The most tangible damage came Saturday afternoon at the London Internet Exchange (LINX), a fiber-equipped exchange point that moves data between different parts of the network. It's legally designated as critical infrastructure. On a typical day, LINX peaks out at 1.6 terabits per second, but if you look at the graph below, you can see their self-monitored traffic line crater for hours in the middle of the day.

Linxgraph

This is what it looks like when a system fails. Sources are staying mum on exactly what broke, but it's safe to say LINX saw a component failure on Saturday. [UPDATE: LINX representative Sam Frances is describing the break as a failure of the exchange's in-house stats system.]
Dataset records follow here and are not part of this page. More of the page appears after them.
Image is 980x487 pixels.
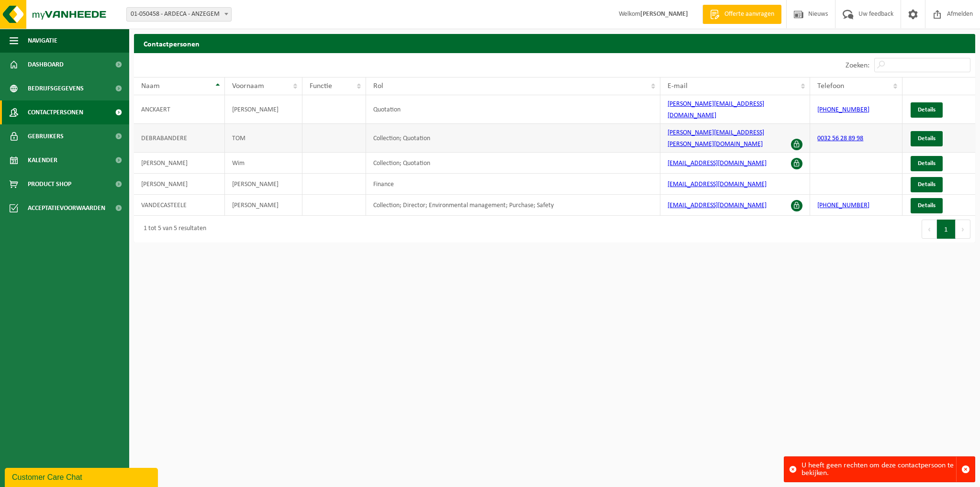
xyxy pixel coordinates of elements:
td: TOM [225,124,302,152]
div: 1 tot 5 van 5 resultaten [139,220,206,237]
span: Offerte aanvragen [722,9,777,19]
td: VANDECASTEELE [134,194,225,216]
span: Rol [373,83,383,89]
a: [PERSON_NAME][EMAIL_ADDRESS][PERSON_NAME][DOMAIN_NAME] [667,129,764,148]
td: Collection; Quotation [366,152,660,174]
button: Previous [921,219,937,238]
span: Naam [141,83,160,89]
span: Kalender [28,148,58,172]
span: Acceptatievoorwaarden [28,196,105,220]
span: Details [918,202,935,208]
td: DEBRABANDERE [134,124,225,152]
a: Details [910,131,942,146]
td: [PERSON_NAME] [225,174,302,194]
td: Quotation [366,96,660,124]
span: Details [918,135,935,141]
span: Telefoon [817,83,844,89]
span: Contactpersonen [28,101,84,124]
span: Details [918,107,935,113]
a: [EMAIL_ADDRESS][DOMAIN_NAME] [667,160,766,167]
td: Wim [225,152,302,174]
a: [EMAIL_ADDRESS][DOMAIN_NAME] [667,181,766,188]
span: Navigatie [28,28,58,52]
strong: [PERSON_NAME] [640,10,688,18]
span: E-mail [667,83,687,89]
span: Details [918,182,935,188]
h2: Contactpersonen [134,34,975,52]
td: Finance [366,174,660,194]
td: Collection; Director; Environmental management; Purchase; Safety [366,194,660,216]
iframe: chat widget [5,465,160,487]
button: Next [955,219,971,238]
span: Details [918,160,935,166]
td: [PERSON_NAME] [134,174,225,194]
span: Bedrijfsgegevens [28,77,84,101]
a: Details [910,156,942,171]
a: [EMAIL_ADDRESS][DOMAIN_NAME] [667,201,766,209]
td: [PERSON_NAME] [225,96,302,124]
a: [PHONE_NUMBER] [817,106,869,114]
button: 1 [937,219,955,238]
span: 01-050458 - ARDECA - ANZEGEM [127,8,231,21]
span: Dashboard [28,52,64,77]
span: Product Shop [28,172,71,196]
span: Voornaam [232,83,264,89]
label: Zoeken: [846,62,869,70]
span: Functie [309,83,332,89]
span: Gebruikers [28,124,64,148]
a: 0032 56 28 89 98 [817,135,863,142]
span: 01-050458 - ARDECA - ANZEGEM [127,7,232,22]
a: [PHONE_NUMBER] [817,201,869,209]
a: [PERSON_NAME][EMAIL_ADDRESS][DOMAIN_NAME] [667,101,764,119]
a: Details [910,177,942,192]
td: ANCKAERT [134,96,225,124]
a: Details [910,102,942,118]
td: Collection; Quotation [366,124,660,152]
div: U heeft geen rechten om deze contactpersoon te bekijken. [802,457,956,481]
td: [PERSON_NAME] [134,152,225,174]
td: [PERSON_NAME] [225,194,302,216]
a: Offerte aanvragen [703,5,781,24]
a: Details [910,198,942,213]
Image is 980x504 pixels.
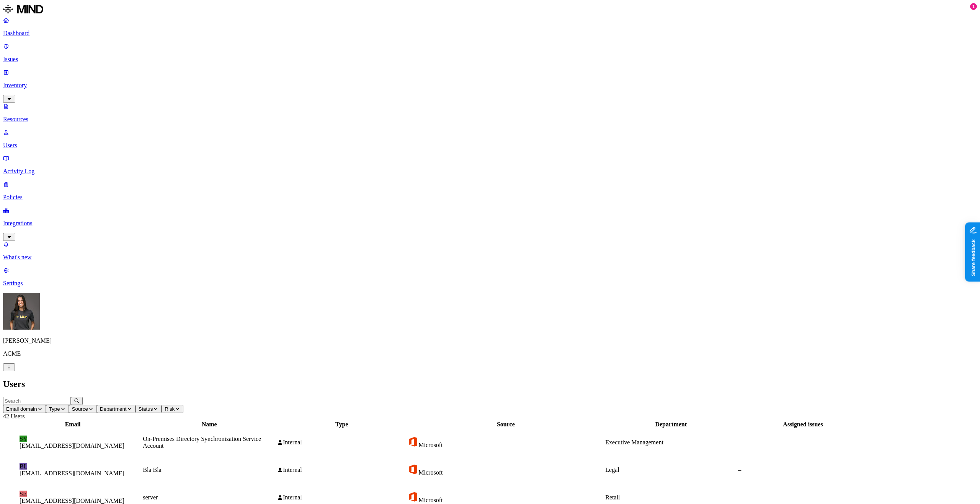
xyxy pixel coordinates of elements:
[49,406,60,411] span: Type
[5,420,142,428] div: Email
[3,350,977,357] p: ACME
[3,129,977,149] a: Users
[3,280,977,286] p: Settings
[100,406,127,411] span: Department
[605,466,736,473] div: Legal
[3,56,977,63] p: Issues
[3,30,977,37] p: Dashboard
[3,82,977,89] p: Inventory
[738,466,741,473] span: –
[138,406,153,411] span: Status
[283,466,302,473] span: Internal
[3,17,977,37] a: Dashboard
[19,442,126,449] figcaption: [EMAIL_ADDRESS][DOMAIN_NAME]
[419,496,443,503] span: Microsoft
[72,406,88,411] span: Source
[3,397,71,404] input: Search
[19,491,27,497] span: SE
[605,438,736,446] div: Executive Management
[6,406,37,411] span: Email domain
[605,494,736,501] div: Retail
[3,3,977,17] a: MIND
[3,103,977,123] a: Resources
[19,463,27,469] span: BL
[277,420,407,428] div: Type
[143,466,276,473] div: Bla Bla
[738,438,741,445] span: –
[3,181,977,201] a: Policies
[19,470,126,476] figcaption: [EMAIL_ADDRESS][DOMAIN_NAME]
[3,266,977,286] a: Settings
[738,420,867,428] div: Assigned issues
[738,494,741,500] span: –
[408,436,419,447] img: office-365.svg
[3,194,977,201] p: Policies
[408,420,604,428] div: Source
[3,3,43,15] img: MIND
[419,469,443,475] span: Microsoft
[283,438,302,445] span: Internal
[419,442,443,448] span: Microsoft
[3,116,977,123] p: Resources
[3,292,40,329] img: Gal Cohen
[143,435,276,449] div: On-Premises Directory Synchronization Service Account
[3,413,24,419] span: 42 Users
[3,253,977,260] p: What's new
[3,168,977,175] p: Activity Log
[408,491,419,502] img: office-365.svg
[3,155,977,175] a: Activity Log
[408,464,419,474] img: office-365.svg
[19,435,27,442] span: SY
[3,43,977,63] a: Issues
[143,420,276,428] div: Name
[605,420,736,428] div: Department
[165,406,174,411] span: Risk
[3,241,977,260] a: What's new
[970,3,977,10] div: 1
[3,379,977,389] h2: Users
[143,494,276,501] div: server
[3,142,977,149] p: Users
[3,69,977,102] a: Inventory
[3,220,977,227] p: Integrations
[3,207,977,240] a: Integrations
[283,494,302,500] span: Internal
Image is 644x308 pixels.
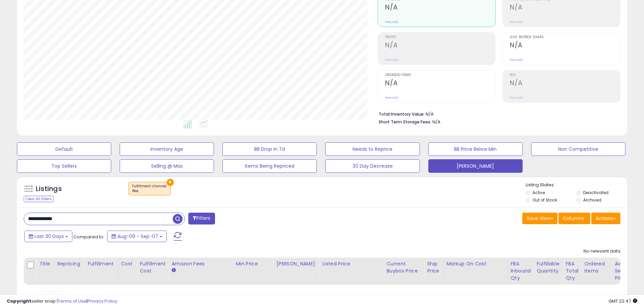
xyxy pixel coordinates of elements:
[532,197,556,203] label: Out of Stock
[25,230,73,241] button: Last 30 Days
[509,73,619,77] span: ROI
[584,260,609,274] div: Ordered Items
[28,294,77,300] span: Show: entries
[565,260,578,281] div: FBA Total Qty
[531,142,625,155] button: Non Competitive
[385,35,495,39] span: Profit
[509,58,523,62] small: Prev: N/A
[432,119,441,125] span: N/A
[608,298,637,304] span: 2025-10-8 22:47 GMT
[591,212,620,224] button: Actions
[509,35,619,39] span: Avg. Buybox Share
[73,233,105,240] span: Compared to:
[532,189,545,195] label: Active
[132,183,167,194] span: Fulfillment channel :
[583,197,601,203] label: Archived
[88,260,115,267] div: Fulfillment
[107,230,167,241] button: Aug-09 - Sep-07
[447,260,505,267] div: Markup on Cost
[188,212,215,224] button: Filters
[385,79,495,88] h2: N/A
[536,260,559,274] div: Fulfillable Quantity
[236,260,270,267] div: Min Price
[140,260,165,274] div: Fulfillment Cost
[222,159,316,173] button: Items Being Repriced
[325,142,420,155] button: Needs to Reprice
[57,260,82,267] div: Repricing
[509,4,619,13] h2: N/A
[378,119,431,125] b: Short Term Storage Fees:
[36,184,62,194] h5: Listings
[121,260,134,267] div: Cost
[444,257,507,284] th: The percentage added to the cost of goods (COGS) that forms the calculator for Min & Max prices.
[427,260,441,274] div: Ship Price
[522,212,557,224] button: Save View
[222,142,316,155] button: BB Drop in 7d
[34,232,64,239] span: Last 30 Days
[17,159,111,173] button: Top Sellers
[7,298,31,304] strong: Copyright
[509,41,619,50] h2: N/A
[385,4,495,13] h2: N/A
[39,260,52,267] div: Title
[558,212,590,224] button: Columns
[378,111,424,117] b: Total Inventory Value:
[171,267,175,273] small: Amazon Fees.
[117,232,158,239] span: Aug-09 - Sep-07
[511,260,531,281] div: FBA inbound Qty
[24,196,54,202] div: Clear All Filters
[509,96,523,99] small: Prev: N/A
[385,41,495,50] h2: N/A
[509,79,619,88] h2: N/A
[614,260,639,281] div: Avg Selling Price
[88,298,117,304] a: Privacy Policy
[132,188,167,193] div: fba
[386,260,421,274] div: Current Buybox Price
[385,20,398,24] small: Prev: N/A
[385,96,398,99] small: Prev: N/A
[167,179,174,185] button: ×
[428,142,522,155] button: BB Price Below Min
[322,260,381,267] div: Listed Price
[525,182,627,188] p: Listing States:
[276,260,316,267] div: [PERSON_NAME]
[509,20,523,24] small: Prev: N/A
[17,142,111,155] button: Default
[120,159,214,173] button: Selling @ Max
[7,298,117,304] div: seller snap | |
[171,260,230,267] div: Amazon Fees
[562,215,584,221] span: Columns
[378,109,615,117] li: N/A
[428,159,522,173] button: [PERSON_NAME]
[325,159,420,173] button: 30 Day Decrease
[583,189,608,195] label: Deactivated
[58,298,87,304] a: Terms of Use
[385,58,398,62] small: Prev: N/A
[120,142,214,155] button: Inventory Age
[385,73,495,77] span: Ordered Items
[583,248,620,254] div: No relevant data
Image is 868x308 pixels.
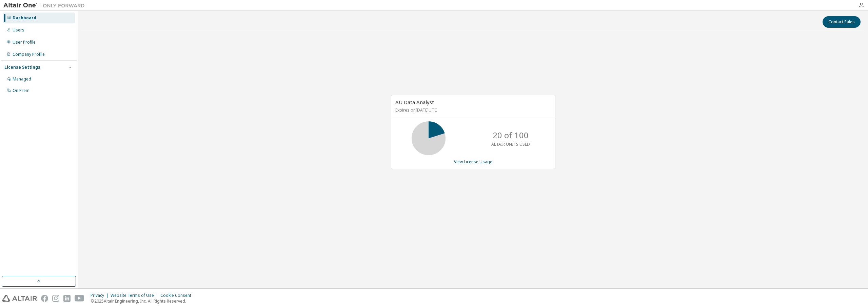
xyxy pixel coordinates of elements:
[12,27,25,33] div: Users
[492,129,528,141] p: 20 of 100
[75,295,85,302] img: youtube.svg
[12,16,36,20] div: Dashboard
[2,295,37,302] img: altair_logo.svg
[3,2,88,9] img: Altair One
[395,107,549,113] p: Expires on [DATE] UTC
[822,16,861,28] button: Contact Sales
[395,99,434,106] span: AU Data Analyst
[90,293,111,298] div: Privacy
[111,293,160,298] div: Website Terms of Use
[12,39,35,45] div: User Profile
[454,159,492,165] a: View License Usage
[90,298,195,304] p: © 2025 Altair Engineering, Inc. All Rights Reserved.
[491,142,530,147] p: ALTAIR UNITS USED
[41,295,48,302] img: facebook.svg
[12,76,31,82] div: Managed
[160,293,195,298] div: Cookie Consent
[63,295,71,302] img: linkedin.svg
[12,52,45,57] div: Company Profile
[12,88,30,93] div: On Prem
[53,295,59,302] img: instagram.svg
[4,65,40,70] div: License Settings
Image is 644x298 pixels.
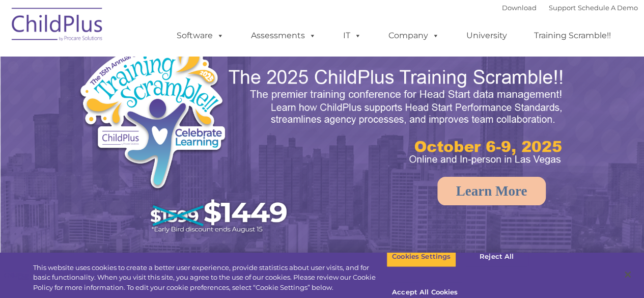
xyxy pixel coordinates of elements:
a: Download [502,3,537,12]
a: IT [333,25,371,46]
div: This website uses cookies to create a better user experience, provide statistics about user visit... [33,262,386,293]
a: Software [166,25,234,46]
button: Cookies Settings [386,246,456,268]
img: ChildPlus by Procare Solutions [7,1,108,51]
a: Learn More [437,177,546,205]
button: Close [616,263,639,286]
a: Company [378,25,449,46]
button: Reject All [465,246,528,268]
a: University [456,25,517,46]
a: Assessments [241,25,326,46]
font: | [502,3,638,12]
a: Schedule A Demo [577,3,638,12]
a: Support [549,3,576,12]
a: Training Scramble!! [524,25,621,46]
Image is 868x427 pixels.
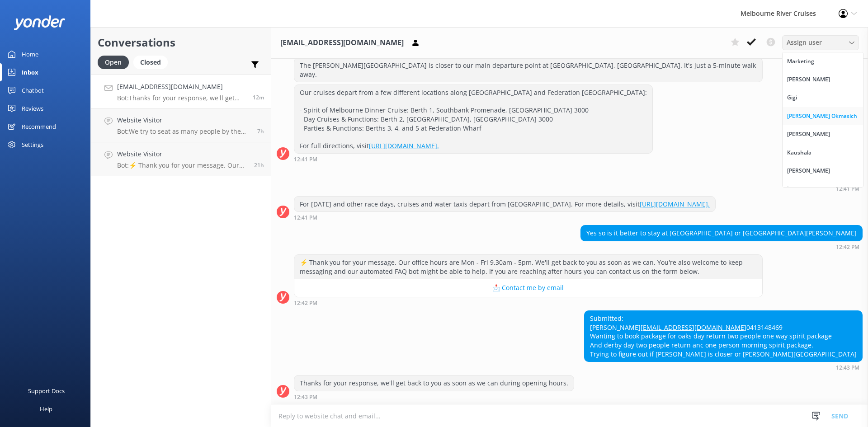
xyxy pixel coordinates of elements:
[787,111,857,121] div: [PERSON_NAME] Okmasich
[584,311,862,361] div: Submitted: [PERSON_NAME] 0413148469 Wanting to book package for oaks day return two people one wa...
[98,55,128,69] div: Open
[836,244,859,250] strong: 12:42 PM
[22,46,38,63] div: Home
[823,185,863,192] div: Sep 25 2025 12:41pm (UTC +10:00) Australia/Sydney
[639,199,710,208] a: [URL][DOMAIN_NAME].
[787,184,799,193] div: Inna
[98,34,264,51] h2: Conversations
[252,93,264,102] span: Sep 25 2025 12:43pm (UTC +10:00) Australia/Sydney
[254,161,264,169] span: Sep 24 2025 02:58pm (UTC +10:00) Australia/Sydney
[117,82,246,92] h4: [EMAIL_ADDRESS][DOMAIN_NAME]
[640,323,746,331] a: [EMAIL_ADDRESS][DOMAIN_NAME]
[294,278,762,297] button: 📩 Contact me by email
[294,156,653,162] div: Sep 25 2025 12:41pm (UTC +10:00) Australia/Sydney
[22,99,43,117] div: Reviews
[117,149,247,159] h4: Website Visitor
[22,117,56,136] div: Recommend
[836,365,859,370] strong: 12:43 PM
[98,57,134,67] a: Open
[280,37,403,49] h3: [EMAIL_ADDRESS][DOMAIN_NAME]
[294,215,317,220] strong: 12:41 PM
[294,255,762,278] div: ⚡ Thank you for your message. Our office hours are Mon - Fri 9.30am - 5pm. We'll get back to you ...
[294,394,317,400] strong: 12:43 PM
[257,128,264,135] span: Sep 25 2025 05:36am (UTC +10:00) Australia/Sydney
[294,214,716,220] div: Sep 25 2025 12:41pm (UTC +10:00) Australia/Sydney
[584,364,863,370] div: Sep 25 2025 12:43pm (UTC +10:00) Australia/Sydney
[836,186,859,192] strong: 12:41 PM
[134,57,173,67] a: Closed
[787,166,830,175] div: [PERSON_NAME]
[117,161,247,169] p: Bot: ⚡ Thank you for your message. Our office hours are Mon - Fri 9.30am - 5pm. We'll get back to...
[369,141,439,150] a: [URL][DOMAIN_NAME].
[40,400,52,418] div: Help
[782,35,859,50] div: Assign User
[294,196,715,212] div: For [DATE] and other race days, cruises and water taxis depart from [GEOGRAPHIC_DATA]. For more d...
[787,75,830,84] div: [PERSON_NAME]
[787,57,814,66] div: Marketing
[117,128,250,136] p: Bot: We try to seat as many people by the windows as possible, but not everyone is able to sit th...
[134,55,168,69] div: Closed
[787,130,830,139] div: [PERSON_NAME]
[294,85,652,153] div: Our cruises depart from a few different locations along [GEOGRAPHIC_DATA] and Federation [GEOGRAP...
[91,143,270,176] a: Website VisitorBot:⚡ Thank you for your message. Our office hours are Mon - Fri 9.30am - 5pm. We'...
[91,75,270,108] a: [EMAIL_ADDRESS][DOMAIN_NAME]Bot:Thanks for your response, we'll get back to you as soon as we can...
[787,93,797,102] div: Gigi
[787,148,811,158] div: Kaushala
[580,243,863,250] div: Sep 25 2025 12:42pm (UTC +10:00) Australia/Sydney
[294,300,317,306] strong: 12:42 PM
[787,37,822,48] span: Assign user
[294,375,574,390] div: Thanks for your response, we'll get back to you as soon as we can during opening hours.
[22,81,44,99] div: Chatbot
[294,57,762,82] div: The [PERSON_NAME][GEOGRAPHIC_DATA] is closer to our main departure point at [GEOGRAPHIC_DATA], [G...
[117,94,246,102] p: Bot: Thanks for your response, we'll get back to you as soon as we can during opening hours.
[294,157,317,162] strong: 12:41 PM
[294,299,763,306] div: Sep 25 2025 12:42pm (UTC +10:00) Australia/Sydney
[22,63,38,81] div: Inbox
[91,108,270,143] a: Website VisitorBot:We try to seat as many people by the windows as possible, but not everyone is ...
[117,115,250,125] h4: Website Visitor
[28,381,65,400] div: Support Docs
[581,225,862,241] div: Yes so is it better to stay at [GEOGRAPHIC_DATA] or [GEOGRAPHIC_DATA][PERSON_NAME]
[13,16,66,31] img: yonder-white-logo.png
[294,393,574,400] div: Sep 25 2025 12:43pm (UTC +10:00) Australia/Sydney
[22,136,43,154] div: Settings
The exchange is a kind of no-man's-land between providers

The good news is that the web is built on redundancy, so the extra terabit-per-second of bandwidth could be spread across the network without any catastrophic failures, but the wake-up call for telecoms is real. There's never been a DDoS attack against an internet exchange before, and exchanges aren't set up to protect against them. LINX is run as a non-profit collective of ISPs, a kind of no-man's-land between providers, so it doesn't have the resources of multi-national telecom to back it up. And before today, their internal IPs were open to traffic from outside the network, leaving them vulnerable to DDoS attack.

The sheer size of the attack suggests an evolution in DDoS techniques

That's already changing. According to Cloudflare CEO Matthew Prince, who worked to mitigate the attack, LINX has already switched to a more closed network that will be harder to reach from the outside. Hopefully, other internet exchanges will follow suit, but because of the distributed nature of the exchanges, there are no guarantees.

Beyond the internet exchanges, the sheer size of the attack suggests an evolution in DDoS techniques. Most measurable attacks cap out at 100 gigabits per second, simply because that's enough traffic to crash even a high-end router. But in Spamhaus's case, distributed protection kept them from crashing, so the attack got stronger and stronger, and changed its target from Spamhaus to the larger infrastructure that Spamhaus's hosting is built on. That means ISPs and, eventually, internet exchanges. They're bigger targets than DDoS attacks have taken on in the past, but as DDoS protection becomes more common, they're likely to be targeted more often. Hopefully, by the time the next attack comes, they'll be better prepared.